Over the years, his faith has been tested. His first wife, Dorothy, had brain damage from a car wreck. Hood adopted her two daughters from a previous relationship, Louann and Melinda, and the couple had another daughter, Kim.

That marriage ended in divorce. His second wife, Phyllis, passed away seven years ago after they'd been married more than 20 years. Louann died four years ago and Melinda died two years ago. His oldest brother also recently died (his other brother died years ago at 47 of a heart attack).

His current wife, Marie, worked with him at the shop until a recent fall forced her to cut back, and there are his own ailments that led him to sell the shop and eventually retire.

"The doctor told us we were the blind leading the blind. Very complimentary, wouldn't you say," Hood asks with a boyish grin and a twinkle in his eye, humor firmly intact. (Later, when asked if he was the one who killed any of the stuffed animal heads on the shop wall, he replies dryly that he does all his hunting at Kroger and Walmart.)

Despite his and Marie's ailments and the recent losses, Hood's faith remains firm.

"The last few years I've had a lot of health problems and family dying," he says. "I almost didn't know if I could make it. I told the Lord, 'You might have given me a mountain I can't climb.' But I did. All of the things that have happened in the last few months, I haven't been mad at God. I understood that death comes to all, even your children. I didn't get mad at him. I just would talk to him like Job talked to him and tell him this hurts. Bad."

NEW OWNER, OLD NAME

New owner Jackman went to barber school in the early '80s and remembers Hood from then.

"Jerry used to come to the Arkansas College of Barbering once or twice a year to talk to students," he says. "He would talk about how to treat customers, how to run your business and build your clientele."

Jackman, who co-owns the shop with his wife, Janet, has kept Hood's name on the sign, he says, because changing it would be like "buying Coca-Cola and calling it Billy Bob's Soda."

Speaking about his mentor between haircuts, Jackman says, "The first thing that comes to mind is his gentleness and kindness.

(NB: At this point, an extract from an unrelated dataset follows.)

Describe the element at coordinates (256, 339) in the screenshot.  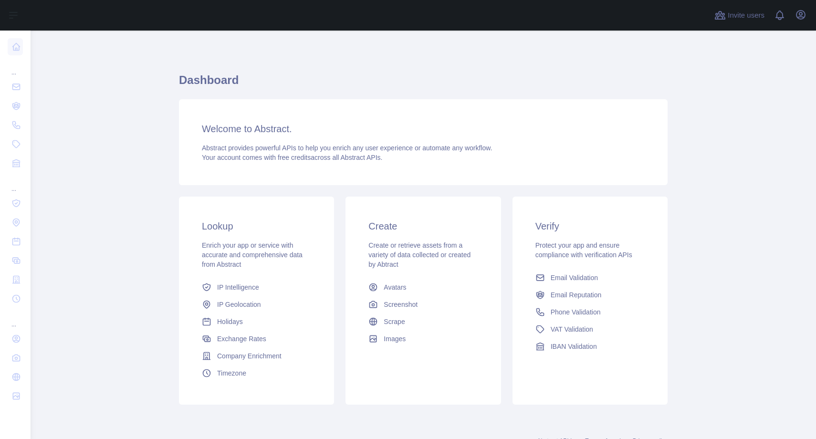
I see `a: Exchange Rates` at that location.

I wanted to be in a Christian environment and God is No. 1 in his life. He treats people with such kindness and respect. He was the best in Little Rock. That's what I gravitated to, his kindness, his demeanor, his professionalism, he doesn't meet a stranger."

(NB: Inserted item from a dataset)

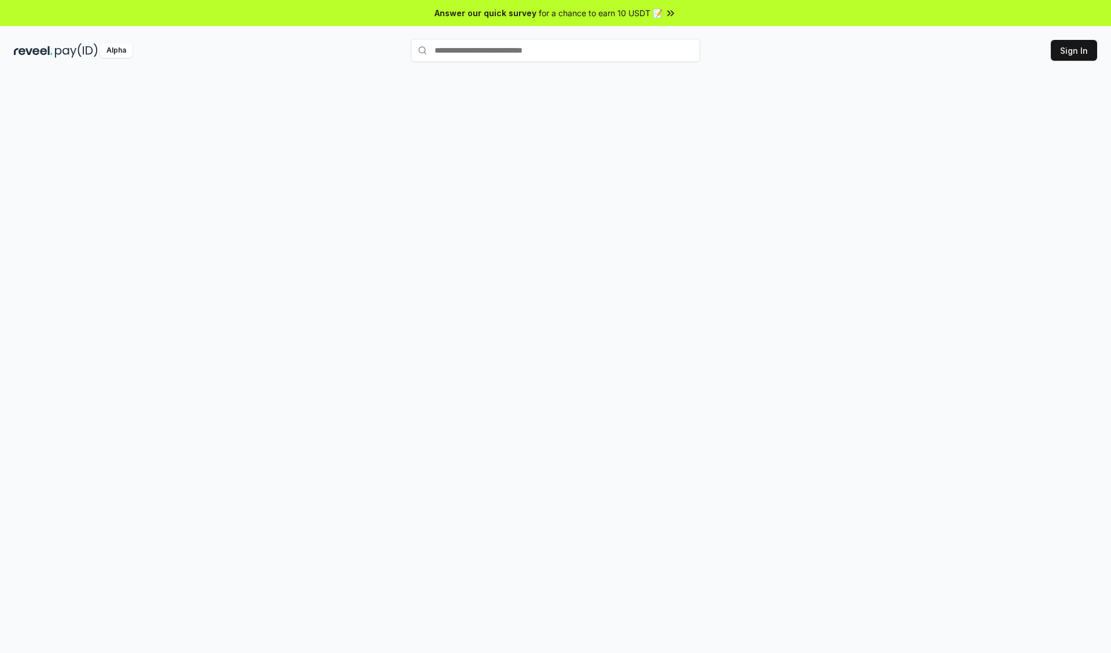 The height and width of the screenshot is (653, 1111). Describe the element at coordinates (116, 50) in the screenshot. I see `div: Alpha` at that location.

A BARBER WHO LOVES THE LORD

It has been a long interview, and the seats at the little table in the narrow room at the back of the shop are hard. Hood grimaces a bit as he shifts in his chair. The guy who has never met a stranger is telling another story, this one about his ministry to hitchhikers.

Hood was headed home from a Wednesday evening church service when he felt compelled to pick up a fella thumbing for a ride. In the story, he listens as the man talks about his doubts. Hood quotes Scripture to the hitchhiker and they pray together as Hood drives the hitchhiker to Conway.

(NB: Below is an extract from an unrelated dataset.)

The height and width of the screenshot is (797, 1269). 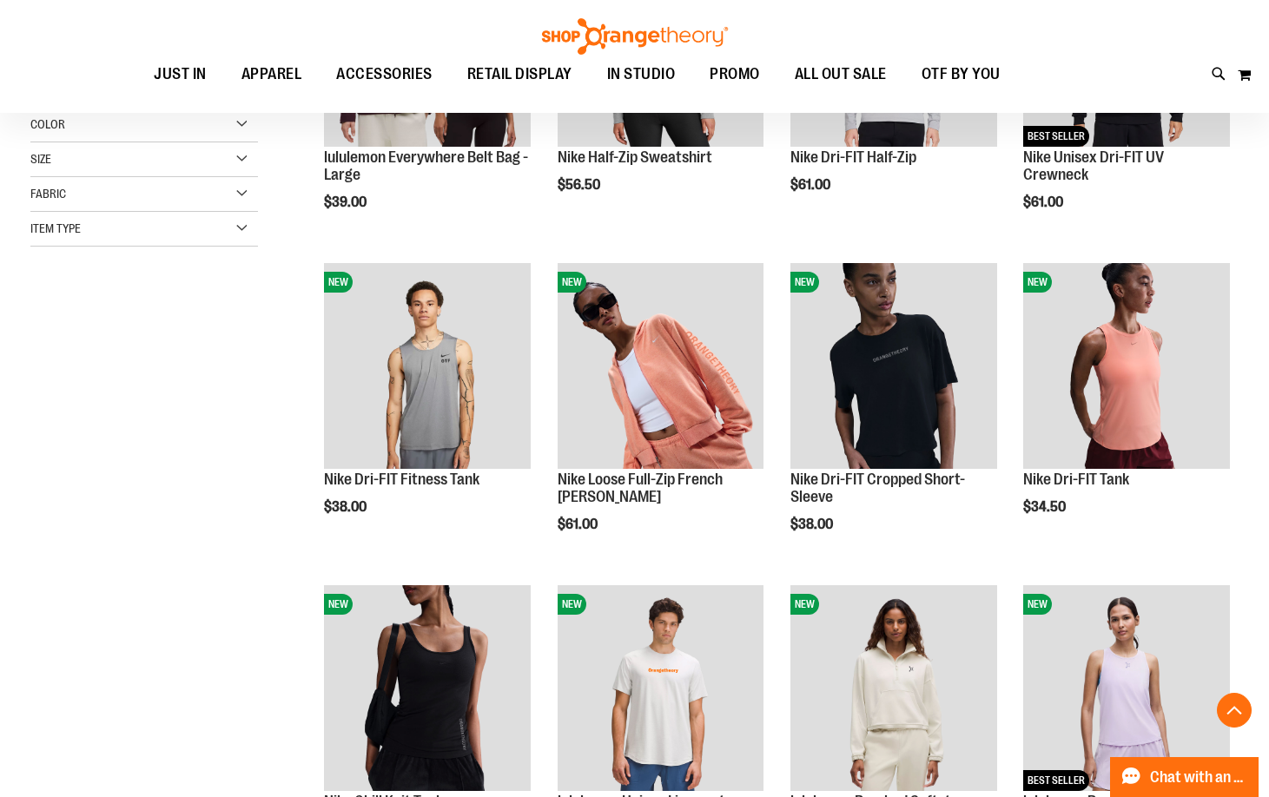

At the beginning of the story, the hitchhiker noticed Hood's Bible in the car.

"Are you a preacher," he asked.

Hood replied, "I'm a lay minister. I do preach and I do teach and counsel, but really I'm just a barber who loves the Lord."

photo

Jerry Hood gives a haircut to Pulaski County Sheriff Doc Holladay. “There’s politics spoken in here, a lot of opinions,” Holladay says. “You’ve got students, businessmen, poor people, rich people.”